Skip to content
AURORA, CO - APRIL 10: Erica DeGourville-Reyes lets out a yell as she leads a Zumba class at Dance 2 Gather in Aurora, Colorado on April 10, 2014. Erica DeGourville-Reyes started Dance 2 Gather in 2010. Reyes will host a zumba dance hall on April 26th and in June, her giant classes will take to Coors Field for the ÒDay of Dance." The event will be the largest coordinated zumba performance ever.
AURORA, CO – APRIL 10: Erica DeGourville-Reyes lets out a yell as she leads a Zumba class at Dance 2 Gather in Aurora, Colorado on April 10, 2014. Erica DeGourville-Reyes started Dance 2 Gather in 2010. Reyes will host a zumba dance hall on April 26th and in June, her giant classes will take to Coors Field for the ÒDay of Dance.” The event will be the largest coordinated zumba performance ever.
Denver Post community journalist Megan Mitchell ...Author
PUBLISHED: | UPDATED:

AURORA — There are thousands of Zumba dance fitness classes that have cropped up all over the world in the last several years, and sometimes it’s hard to tell them apart.

Erica DeGourville-Reyes, a zumba education instructor from Aurora and owner of Dance 2 Gather at 15232 E. Hampden Circle, says that it takes a special something to stand out among the often recycled music and repetitive gyration that dominates so many classes.

“Above average, inspirational instructors take the time to learn more and more to perfect their craft,” said DeGourville-Reyes, 37. “They learn to engage with their participants and they’re not just on stage just to be on the stage.”

DeGourville-Reyes took her first zumba class at a 24-hour Fitness in south Aurora in 2009. Though her first instructors were somewhat lackluster, there was very little that could dissuade her from falling madly in love with Zumba and pursuing it as a career.

“I took a ton of classes, and then I developed my own style and decided to take it to the next level,” said DeGourville-Reyes, who grew up on Caribbean music influenced by her Trinidadian father.

In 2010, she opened Dance 2 Gather in a space half the size of her current studio, which is in a strip mall near Mission Viejo. The walls are paneled with full-length mirrors and pastel paint, and a small stage is raised above the hardwood dance floor.

She moved to that location in 2011 and said she already needs more space, again.

There are 3,000 registered clients of Dance 2 Gather, and at least 300 who attend classes more than once a week. DeGourville-Reyes teaches nine classes a week, and there are no fewer than three classes held at her studio every day.

“People tell me that I changed them, and that’s why I love what I do and I only want to grow more and more,” she said. “This is where my heart and soul is.”

Mary Dolan Cooper, 48, began taking DeGourville-Reyes’ classes about 18 months ago. Then 14 months ago, she became an instructor through the Dance 2 Gather apprentice program that DeGourville-Reyes started the same year she opened her studio.

“It changed my life,” Cooper said. “I lost 35 pounds in a year and I’m becoming a personal trainer.”

Cooper said it is DeGourville-Reyes’ high energy and originality that hooked her.

“She’s very motivational and entertaining,” she said. “Her classes are like a big family.”

The Dance 2 Gather apprentice program was developed so that DeGourville-Reyes could train other Zumba enthusiasts. The program requires a base-level certification from Zumba Fitness, an international parent organization responsible for more than 250,000 zumba classes worldwide.

“I always wanted to give back what I learned,” DeGourville-Reyes said. “And I also want a good pool of instructors who I can go to, who I know that I trust and have the level of training that I’m looking for.”

The apprentice program is modeled after Zumba Fitness’ education specialists, who travel the world and teach fresh techniques and coordinated performances to various studios in 180 countries.

There are about 100 certified education specialists through Zumba Fitness, said Allison Robins, spokeswoman for Zumba Fitness.

“Once they finish base-level training, they get licensed and can use that to go higher in the program” like DeGourville-Reyes, Robins said.

In fact, DeGourville-Reyes is choreographing her first mass performance, at Coors Field this summer. Before the first pitch at 2 p.m. June 7, DeGourville-Reyes and a few hundred of her closest clients will take the field and perform Zumba to two songs.

“It’s called the Day of Dance and it’s going to be one of the largest choreographed Zumba performances in the state,” DeGourville-Reyes said. “I can’t wait to see it come together. It’s going to be the next level.”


Beginning with the line that mentions "This screenshot has width=1134, height=541.", reproduce every line through the last line of the entries, exactly, and only those.
------------------------------------
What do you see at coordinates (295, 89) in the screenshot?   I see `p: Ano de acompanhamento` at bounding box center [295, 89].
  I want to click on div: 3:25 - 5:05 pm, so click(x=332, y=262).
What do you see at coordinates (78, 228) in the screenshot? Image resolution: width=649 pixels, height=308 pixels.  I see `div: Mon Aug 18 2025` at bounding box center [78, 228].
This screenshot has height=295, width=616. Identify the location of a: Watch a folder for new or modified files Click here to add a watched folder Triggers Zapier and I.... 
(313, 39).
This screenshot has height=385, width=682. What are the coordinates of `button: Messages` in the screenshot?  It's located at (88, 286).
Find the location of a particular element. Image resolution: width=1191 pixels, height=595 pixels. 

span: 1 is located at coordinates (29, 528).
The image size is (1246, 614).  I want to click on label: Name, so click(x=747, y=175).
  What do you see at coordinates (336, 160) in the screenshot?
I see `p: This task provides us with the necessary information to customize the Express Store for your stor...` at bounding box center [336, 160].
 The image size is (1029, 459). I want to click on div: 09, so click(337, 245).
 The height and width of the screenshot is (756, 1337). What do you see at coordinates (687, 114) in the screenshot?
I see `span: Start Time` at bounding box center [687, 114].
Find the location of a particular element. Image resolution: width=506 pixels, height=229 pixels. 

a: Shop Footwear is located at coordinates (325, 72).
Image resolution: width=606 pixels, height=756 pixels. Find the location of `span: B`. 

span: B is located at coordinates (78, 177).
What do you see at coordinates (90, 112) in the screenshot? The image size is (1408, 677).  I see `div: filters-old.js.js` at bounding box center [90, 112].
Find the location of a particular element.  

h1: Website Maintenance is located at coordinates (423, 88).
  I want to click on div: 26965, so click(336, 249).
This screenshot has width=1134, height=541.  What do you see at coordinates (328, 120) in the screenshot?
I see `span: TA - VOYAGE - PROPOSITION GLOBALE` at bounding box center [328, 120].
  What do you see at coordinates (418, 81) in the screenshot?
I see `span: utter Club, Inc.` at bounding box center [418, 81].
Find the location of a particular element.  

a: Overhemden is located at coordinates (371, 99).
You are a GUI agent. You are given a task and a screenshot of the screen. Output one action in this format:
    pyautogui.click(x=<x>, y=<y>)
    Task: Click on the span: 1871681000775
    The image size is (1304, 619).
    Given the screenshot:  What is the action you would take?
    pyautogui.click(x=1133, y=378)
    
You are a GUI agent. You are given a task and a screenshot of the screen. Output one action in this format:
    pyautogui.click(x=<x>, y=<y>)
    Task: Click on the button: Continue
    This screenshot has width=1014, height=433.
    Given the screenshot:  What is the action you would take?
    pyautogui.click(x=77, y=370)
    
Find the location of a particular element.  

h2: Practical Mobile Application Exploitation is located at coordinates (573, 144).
------------------------------------
[Result of the exercise]
This screenshot has width=1134, height=541.  What do you see at coordinates (328, 120) in the screenshot?
I see `span: TA - VOYAGE - PROPOSITION GLOBALE` at bounding box center [328, 120].
  What do you see at coordinates (418, 81) in the screenshot?
I see `span: utter Club, Inc.` at bounding box center [418, 81].
Find the location of a particular element.  

a: Overhemden is located at coordinates (371, 99).
You are a GUI agent. You are given a task and a screenshot of the screen. Output one action in this format:
    pyautogui.click(x=<x>, y=<y>)
    Task: Click on the span: 1871681000775
    The image size is (1304, 619).
    Given the screenshot:  What is the action you would take?
    pyautogui.click(x=1133, y=378)
    
You are a GUI agent. You are given a task and a screenshot of the screen. Output one action in this format:
    pyautogui.click(x=<x>, y=<y>)
    Task: Click on the button: Continue
    This screenshot has width=1014, height=433.
    Given the screenshot:  What is the action you would take?
    pyautogui.click(x=77, y=370)
    
Find the location of a particular element.  

h2: Practical Mobile Application Exploitation is located at coordinates (573, 144).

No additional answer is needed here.